Editor’s Note:
I met Joe Morris on a visit to the Paicines Ranch in Paicines, California for the Rancher-to-Rancher field day. Joe and his wife, Julie, run Morris Grass Fed, a holistically managed cattle operation. He’s also a founding member of Rancher 2 Rancher. Read more here.
When he was younger, Joe worked often with Tom and Bill Dorrance. He sought out Tom, driving over to nearby Merced, to seek his consult on more challenging horses. Bill helped him with roping.
Over the years, Morris has excelled at horsemanship, stockmanship, and holistic management while growing his cattle operations in central coastal California. After my trip to Paicines, we spoke again by phone. This is the third of three installments.
Maddy Butcher: I know you have been influenced by a lot of folks, not just the Dorrances. Can you tell me more about people who have influenced your path and growth as a rancher and as a person?
Joe Morris: As it concerns the management of big herds and our ability to do it, while achieving profit as well as high quality ecological results, I learned principles from people like Alan Savory and Bud Williams.
Bud said if you go out and do what you want to do in a certain less-than-ideal way, you can create problems that are too big for you to handle. If you go out and do what you need to do, things will work out well in the end. You are accountable for figuring out what it is that needs to be done, given X, Y, Z. There’s no one who can do it for you. If you do it right, everything could be easy.
This is what great teachers do for us, they challenge us and point to our own agency as the means to deal with the challenges that come along.
MB: I learned that you manage an incredible about of land and cattle with a few good hands, dogs, and some excellent strategies and planning. Can you tell me more about that?
JM: We manage 12,000 acres of central coast rangeland over four main management units of 600 head, 900 head, 420 head, and 500 head of cattle. The topography is rough, steep country with big canyons.
My intention is to produce profit and enhance the land ecologically. In order to allow for plants to capture sunlight and carbon dioxide, those animals have to be calm.
It takes quite a bit of skill to manage those herds with one, two, maybe three people. Often we are working alone with a couple dogs. The only way to get it done is if the cows are happy doing it. And it needs to be done efficiently, for there are still only 24 hours in a day. If you are going to use low inputs of energy, high inputs of wisdom are often necessary to make gains, including profit.
MB: As logical as it seems, your game plan sounds out of the ordinary, or, I should say, extraordinary.
JM: Those skills are latent in a lot of good cowboys where “cowboy up” is the conventional way. When not handled well, the animals get sick. Fencing is ruined. Costs go up and profits go down.
But it’s beautiful if it’s done well.
MB: Do you think there’s a shift that ranchers are trying these methods that you’ve embraced for so long? And, speaking of the greater society, do you see any connected shift there?
JM: There’s lots of evidence that people are dissatisfied with major societal paradigms, like, say, away from organized religion and toward mindfulness. There’s a contemplative lifestyle in which people value direct experience rather than institutions showing the way.
Ranchers are asking and looking for alternative approaches, Holistic Management Techniques, Ranching for Profit, Managed Intensive Grazing. All those things are empowering people to figure out things on their own and within a community.
All that as evidence of how people are looking for more organic, holistic approach to produce joy in their lives.
There were observations I’ve had for a long time and some were prompted by Tom. At that time, I didn’t know how my cowboying was connecting to the greater good of what I wanted to do.
I spent years working with the poor in Venezuela. And I was a peace and justice activist. But I never felt good about what I was protesting.
I realized I could teach people more about peacefulness in a ring with a horse or on rangeland with cows than through protesting nuclear war or writing some kind of article on injustice. Maybe for me it’s not one or the other; maybe I can do both. This was a conclusion I drew a long time ago.
Interested in more Dorrance insight and memories? Check out Randy Rieman and Bryan Neubert at our 2017 Best Horse Practices Summit, at which they mesmerized the gathering with their tales.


» **REQUIRED WORK**: Copy, from the data below, each line that has the word "diagonal".

=== Begin Enclosure ===

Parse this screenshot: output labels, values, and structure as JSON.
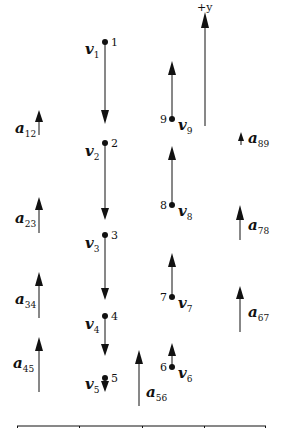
{
  "diagram": {
    "type": "motion-diagram",
    "axis_label": "+y",
    "colors": {
      "ink": "#111111",
      "background": "#ffffff"
    },
    "points": [
      {
        "n": "1",
        "v_label": "v",
        "v_sub": "1"
      },
      {
        "n": "2",
        "v_label": "v",
        "v_sub": "2"
      },
      {
        "n": "3",
        "v_label": "v",
        "v_sub": "3"
      },
      {
        "n": "4",
        "v_label": "v",
        "v_sub": "4"
      },
      {
        "n": "5",
        "v_label": "v",
        "v_sub": "5"
      },
      {
        "n": "6",
        "v_label": "v",
        "v_sub": "6"
      },
      {
        "n": "7",
        "v_label": "v",
        "v_sub": "7"
      },
      {
        "n": "8",
        "v_label": "v",
        "v_sub": "8"
      },
      {
        "n": "9",
        "v_label": "v",
        "v_sub": "9"
      }
    ],
    "accelerations": [
      {
        "label": "a",
        "sub": "12"
      },
      {
        "label": "a",
        "sub": "23"
      },
      {
        "label": "a",
        "sub": "34"
      },
      {
        "label": "a",
        "sub": "45"
      },
      {
        "label": "a",
        "sub": "56"
      },
      {
        "label": "a",
        "sub": "67"
      },
      {
        "label": "a",
        "sub": "78"
      },
      {
        "label": "a",
        "sub": "89"
      }
    ],
    "ground_ticks": 5
  }
}
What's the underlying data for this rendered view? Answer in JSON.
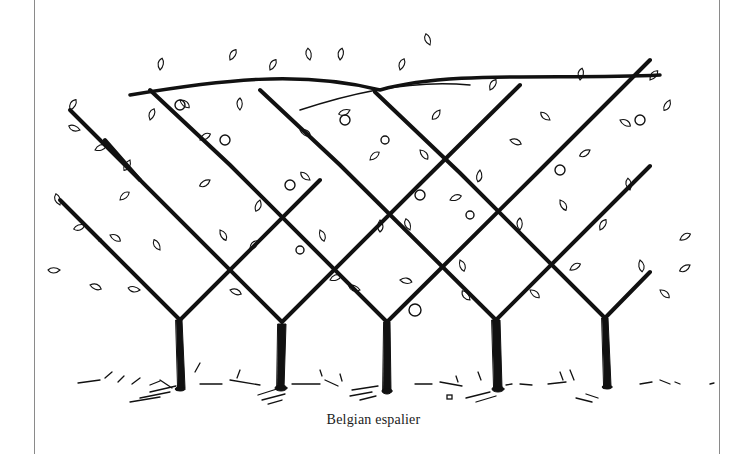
{
  "figure": {
    "caption": "Belgian espalier",
    "tree_count": 5,
    "colors": {
      "ink": "#111111",
      "page": "#ffffff",
      "rule": "#8a8a8a"
    }
  }
}
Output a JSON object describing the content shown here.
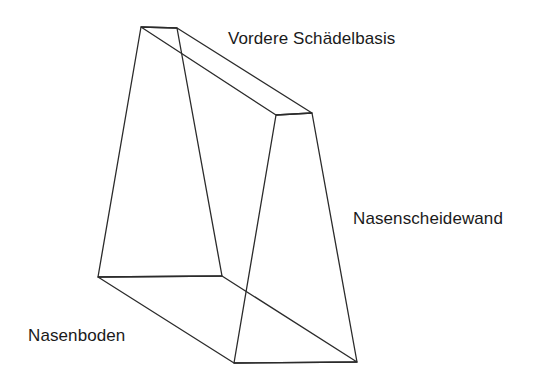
{
  "figure": {
    "background_color": "#ffffff",
    "stroke_color": "#2b2b2b",
    "stroke_width": 1.3,
    "fill": "none",
    "width": 551,
    "height": 386,
    "vertices": {
      "apex_top_left": [
        141,
        27
      ],
      "apex_top_right": [
        177,
        28
      ],
      "top_face_front_right": [
        276,
        115
      ],
      "top_face_back_right": [
        312,
        113
      ],
      "front_bottom_left": [
        98,
        277
      ],
      "front_bottom_right": [
        222,
        276
      ],
      "floor_bottom_front": [
        234,
        363
      ],
      "floor_bottom_right": [
        357,
        362
      ]
    },
    "faces": [
      {
        "name": "front-left-face",
        "label_key": "nasenboden_face",
        "points": "141,27 177,28 222,276 98,277"
      },
      {
        "name": "top-roof-face",
        "label_key": "vordere_schaedelbasis",
        "points": "141,27 177,28 312,113 276,115"
      },
      {
        "name": "right-side-face",
        "label_key": "nasenscheidewand",
        "points": "276,115 312,113 357,362 234,363"
      },
      {
        "name": "floor-face",
        "label_key": "nasenboden",
        "points": "98,277 222,276 357,362 234,363"
      }
    ],
    "edges": [
      {
        "name": "top-short-edge",
        "x1": 141,
        "y1": 27,
        "x2": 177,
        "y2": 28
      },
      {
        "name": "front-left-vertical-edge",
        "x1": 141,
        "y1": 27,
        "x2": 98,
        "y2": 277
      },
      {
        "name": "front-right-vertical-edge",
        "x1": 177,
        "y1": 28,
        "x2": 222,
        "y2": 276
      },
      {
        "name": "front-bottom-edge",
        "x1": 98,
        "y1": 277,
        "x2": 222,
        "y2": 276
      },
      {
        "name": "roof-front-diagonal",
        "x1": 141,
        "y1": 27,
        "x2": 276,
        "y2": 115
      },
      {
        "name": "roof-back-diagonal",
        "x1": 177,
        "y1": 28,
        "x2": 312,
        "y2": 113
      },
      {
        "name": "roof-right-short-edge",
        "x1": 276,
        "y1": 115,
        "x2": 312,
        "y2": 113
      },
      {
        "name": "right-face-front-edge",
        "x1": 276,
        "y1": 115,
        "x2": 234,
        "y2": 363
      },
      {
        "name": "right-face-back-edge",
        "x1": 312,
        "y1": 113,
        "x2": 357,
        "y2": 362
      },
      {
        "name": "bottom-right-edge",
        "x1": 234,
        "y1": 363,
        "x2": 357,
        "y2": 362
      },
      {
        "name": "floor-left-diagonal",
        "x1": 98,
        "y1": 277,
        "x2": 234,
        "y2": 363
      },
      {
        "name": "floor-right-diagonal",
        "x1": 222,
        "y1": 276,
        "x2": 357,
        "y2": 362
      }
    ]
  },
  "labels": {
    "vordere_schaedelbasis": "Vordere Schädelbasis",
    "nasenscheidewand": "Nasenscheidewand",
    "nasenboden": "Nasenboden"
  }
}
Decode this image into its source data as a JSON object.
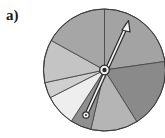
{
  "label": "a)",
  "spinner": {
    "center": [
      104.5,
      70
    ],
    "radius": 61,
    "sectors": [
      {
        "name": "sector-1",
        "from_deg": 0,
        "to_deg": 82,
        "color": "#a3a3a3"
      },
      {
        "name": "sector-2",
        "from_deg": 82,
        "to_deg": 148,
        "color": "#8a8a8a"
      },
      {
        "name": "sector-3",
        "from_deg": 148,
        "to_deg": 193,
        "color": "#b5b5b5"
      },
      {
        "name": "sector-4",
        "from_deg": 193,
        "to_deg": 213,
        "color": "#909090"
      },
      {
        "name": "sector-5",
        "from_deg": 213,
        "to_deg": 243,
        "color": "#eeeeee"
      },
      {
        "name": "sector-6",
        "from_deg": 243,
        "to_deg": 258,
        "color": "#cfcfcf"
      },
      {
        "name": "sector-7",
        "from_deg": 258,
        "to_deg": 299,
        "color": "#c4c4c4"
      },
      {
        "name": "sector-8",
        "from_deg": 299,
        "to_deg": 360,
        "color": "#a6a6a6"
      }
    ],
    "pointer": {
      "tip": [
        128,
        22
      ],
      "tail": [
        86,
        115
      ]
    }
  }
}
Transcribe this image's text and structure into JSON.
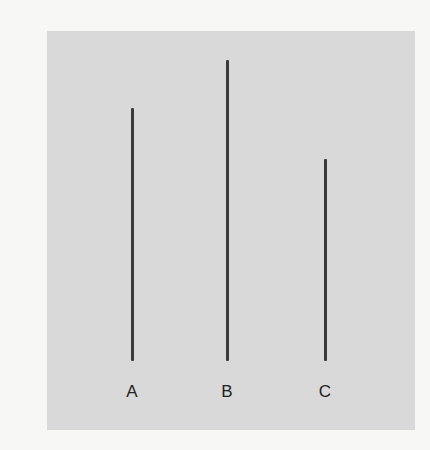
{
  "figure": {
    "colors": {
      "page_background": "#f7f7f5",
      "panel_background": "#d9d9d9",
      "line_color": "#3a3a3a",
      "label_color": "#222222"
    },
    "lines": [
      {
        "label": "A",
        "relative_length": 0.84
      },
      {
        "label": "B",
        "relative_length": 1.0
      },
      {
        "label": "C",
        "relative_length": 0.67
      }
    ]
  }
}
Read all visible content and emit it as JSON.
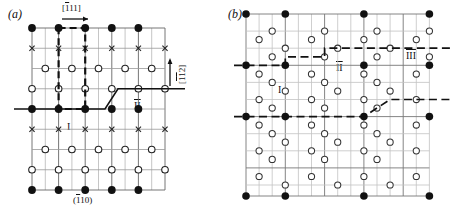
{
  "figure": {
    "type": "crystallographic-lattice-diagram",
    "panels": [
      {
        "id": "a",
        "label": "(a)",
        "direction_arrow_top": "[111]",
        "direction_arrow_top_overbar_index": 0,
        "direction_arrow_right": "[112]",
        "direction_arrow_right_overbar_indices": [
          0,
          1
        ],
        "plane_label_bottom": "(110)",
        "plane_label_overbar_index": 0,
        "region_labels": [
          "I",
          "II"
        ],
        "symbols": [
          "filled-circle",
          "open-circle",
          "cross"
        ],
        "boundary_style": "solid-stepped-line",
        "unit_cell_style": "dashed-rectangle"
      },
      {
        "id": "b",
        "label": "(b)",
        "region_labels": [
          "I",
          "II",
          "III"
        ],
        "symbols": [
          "filled-circle",
          "open-circle"
        ],
        "boundary_style": "dashed-stepped-line"
      }
    ]
  },
  "colors": {
    "ink": "#111111",
    "grid_dark": "#555555",
    "grid_light": "#b9b9b9",
    "background": "#ffffff"
  }
}
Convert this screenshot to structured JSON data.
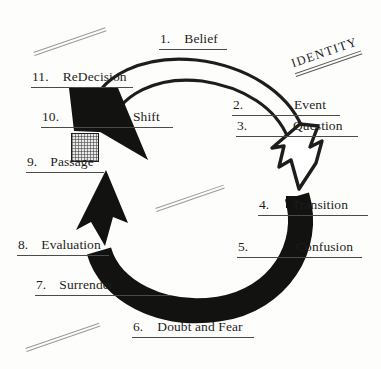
{
  "diagram": {
    "identity_label": "IDENTITY",
    "center_label": "",
    "colors": {
      "ink": "#1d1d1b",
      "paper": "#fdfdfc",
      "rule": "#4a4a46",
      "deco_line": "#9a9a96",
      "hatch_fill": "#e8e8e8"
    },
    "steps": [
      {
        "num": "1.",
        "label": "Belief"
      },
      {
        "num": "2.",
        "label": "Event"
      },
      {
        "num": "3.",
        "label": "Question"
      },
      {
        "num": "4.",
        "label": "Transition"
      },
      {
        "num": "5.",
        "label": "Confusion"
      },
      {
        "num": "6.",
        "label": "Doubt and Fear"
      },
      {
        "num": "7.",
        "label": "Surrender"
      },
      {
        "num": "8.",
        "label": "Evaluation"
      },
      {
        "num": "9.",
        "label": "Passage"
      },
      {
        "num": "10.",
        "label": "Shift"
      },
      {
        "num": "11.",
        "label": "ReDecision"
      }
    ],
    "arrows": [
      {
        "name": "outer-thin-arc",
        "style": "thin-outline",
        "direction": "clockwise"
      },
      {
        "name": "inner-thin-arc",
        "style": "thin-outline",
        "direction": "clockwise"
      },
      {
        "name": "open-arrowhead",
        "style": "outline",
        "points_to": "4. Transition"
      },
      {
        "name": "thick-black-arc",
        "style": "solid-black",
        "direction": "counter-clockwise"
      },
      {
        "name": "black-arrowhead-up",
        "style": "solid-black",
        "points_to": "9. Passage"
      },
      {
        "name": "black-arrowhead-shift",
        "style": "solid-black",
        "points_to": "10. Shift"
      }
    ],
    "decorations": [
      {
        "name": "deco-line-top-left"
      },
      {
        "name": "deco-line-center"
      },
      {
        "name": "deco-line-bottom-left"
      },
      {
        "name": "hatched-box"
      }
    ]
  }
}
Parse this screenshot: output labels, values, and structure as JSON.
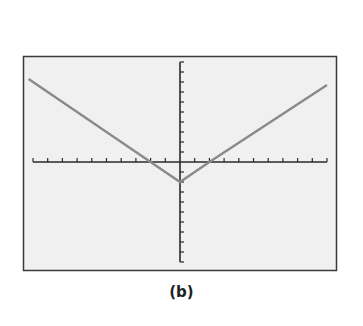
{
  "caption": "(b)",
  "colors": {
    "frame_stroke": "#3a3a3a",
    "screen_bg": "#f0f0f0",
    "axis": "#2a2a2a",
    "curve": "#8a8a8a"
  },
  "chart_data": {
    "type": "line",
    "title": "",
    "caption": "(b)",
    "xlabel": "",
    "ylabel": "",
    "function": "y = |x| - 2",
    "xlim": [
      -10,
      10
    ],
    "ylim": [
      -10,
      10
    ],
    "xscl": 1,
    "yscl": 1,
    "grid": false,
    "legend": null,
    "x": [
      -10.3,
      -2,
      0,
      2,
      10
    ],
    "y": [
      8.3,
      0,
      -2,
      0,
      7.7
    ],
    "vertex": [
      0,
      -2
    ],
    "x_intercepts": [
      -2,
      2
    ],
    "y_intercept": -2
  }
}
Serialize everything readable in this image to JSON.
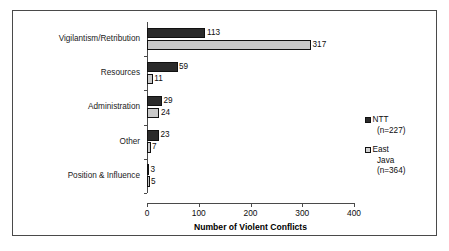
{
  "chart_data": {
    "type": "bar",
    "orientation": "horizontal",
    "title": "",
    "xlabel": "Number of Violent Conflicts",
    "ylabel": "",
    "xlim": [
      0,
      400
    ],
    "xticks": [
      "0",
      "100",
      "200",
      "300",
      "400"
    ],
    "grid": false,
    "legend_position": "right",
    "categories": [
      "Vigilantism/Retribution",
      "Resources",
      "Administration",
      "Other",
      "Position & Influence"
    ],
    "series": [
      {
        "name": "NTT",
        "legend_label": "NTT",
        "legend_sub": "(n=227)",
        "color": "#2b2b2b",
        "values": [
          113,
          59,
          29,
          23,
          3
        ],
        "value_labels": [
          "113",
          "59",
          "29",
          "23",
          "3"
        ]
      },
      {
        "name": "East Java",
        "legend_label": "East",
        "legend_label2": "Java",
        "legend_sub": "(n=364)",
        "color": "#c9c9c9",
        "values": [
          317,
          11,
          24,
          7,
          5
        ],
        "value_labels": [
          "317",
          "11",
          "24",
          "7",
          "5"
        ]
      }
    ]
  },
  "axis": {
    "x_title": "Number of Violent Conflicts",
    "ticks": [
      {
        "label": "0",
        "value": 0
      },
      {
        "label": "100",
        "value": 100
      },
      {
        "label": "200",
        "value": 200
      },
      {
        "label": "300",
        "value": 300
      },
      {
        "label": "400",
        "value": 400
      }
    ]
  },
  "legend": {
    "items": [
      {
        "label": "NTT",
        "sub": "(n=227)",
        "swatch": "dark"
      },
      {
        "label": "East",
        "label2": "Java",
        "sub": "(n=364)",
        "swatch": "light"
      }
    ]
  },
  "colors": {
    "ntt": "#2b2b2b",
    "east_java": "#c9c9c9",
    "frame": "#4a4a4a",
    "text": "#0d0d0d",
    "background": "#ffffff"
  }
}
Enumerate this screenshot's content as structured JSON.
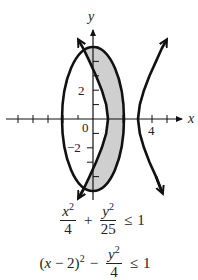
{
  "figure": {
    "axes": {
      "x_label": "x",
      "y_label": "y",
      "origin_label": "0",
      "x_tick_labels": [
        {
          "value": 4,
          "text": "4"
        }
      ],
      "y_tick_labels": [
        {
          "value": 2,
          "text": "2"
        },
        {
          "value": -2,
          "text": "−2"
        }
      ]
    },
    "curves": [
      {
        "name": "ellipse",
        "equation": "x^2/4 + y^2/25 = 1"
      },
      {
        "name": "hyperbola",
        "equation": "(x - 2)^2 - y^2/4 = 1"
      }
    ],
    "shaded_region": {
      "description": "points inside the ellipse and between the hyperbola branches",
      "color": "#cccccc"
    },
    "stroke_color": "#111111"
  },
  "inequalities": {
    "first": {
      "term1_num_base": "x",
      "term1_num_exp": "2",
      "term1_den": "4",
      "op": "+",
      "term2_num_base": "y",
      "term2_num_exp": "2",
      "term2_den": "25",
      "relation": "≤",
      "rhs": "1"
    },
    "second": {
      "term1_open": "(",
      "term1_var": "x",
      "term1_rest": " − 2)",
      "term1_exp": "2",
      "op": "−",
      "term2_num_base": "y",
      "term2_num_exp": "2",
      "term2_den": "4",
      "relation": "≤",
      "rhs": "1"
    }
  }
}
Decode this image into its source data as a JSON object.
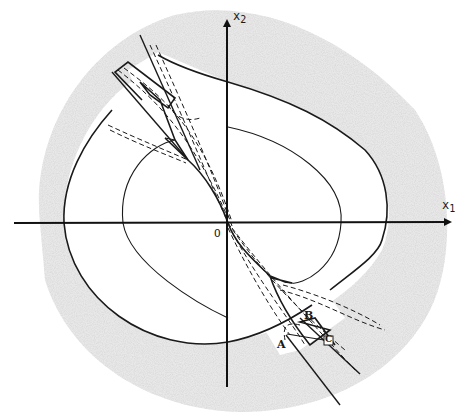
{
  "figure": {
    "type": "phase-plane sketch",
    "axes": {
      "x_label": "x",
      "x_sub": "1",
      "y_label": "x",
      "y_sub": "2",
      "origin_label": "O"
    },
    "points": {
      "A": "A",
      "B": "B",
      "C": "C"
    },
    "colors": {
      "ink": "#1a1a1a",
      "shade": "#8a8a8a",
      "paper": "#ffffff"
    }
  }
}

=== End Enclosure ===

» **RESPONSE TO THIS TASK**:
        "name": "roof-front-diagonal",
        "name": "roof-back-diagonal",
        "name": "floor-left-diagonal",
        "name": "floor-right-diagonal",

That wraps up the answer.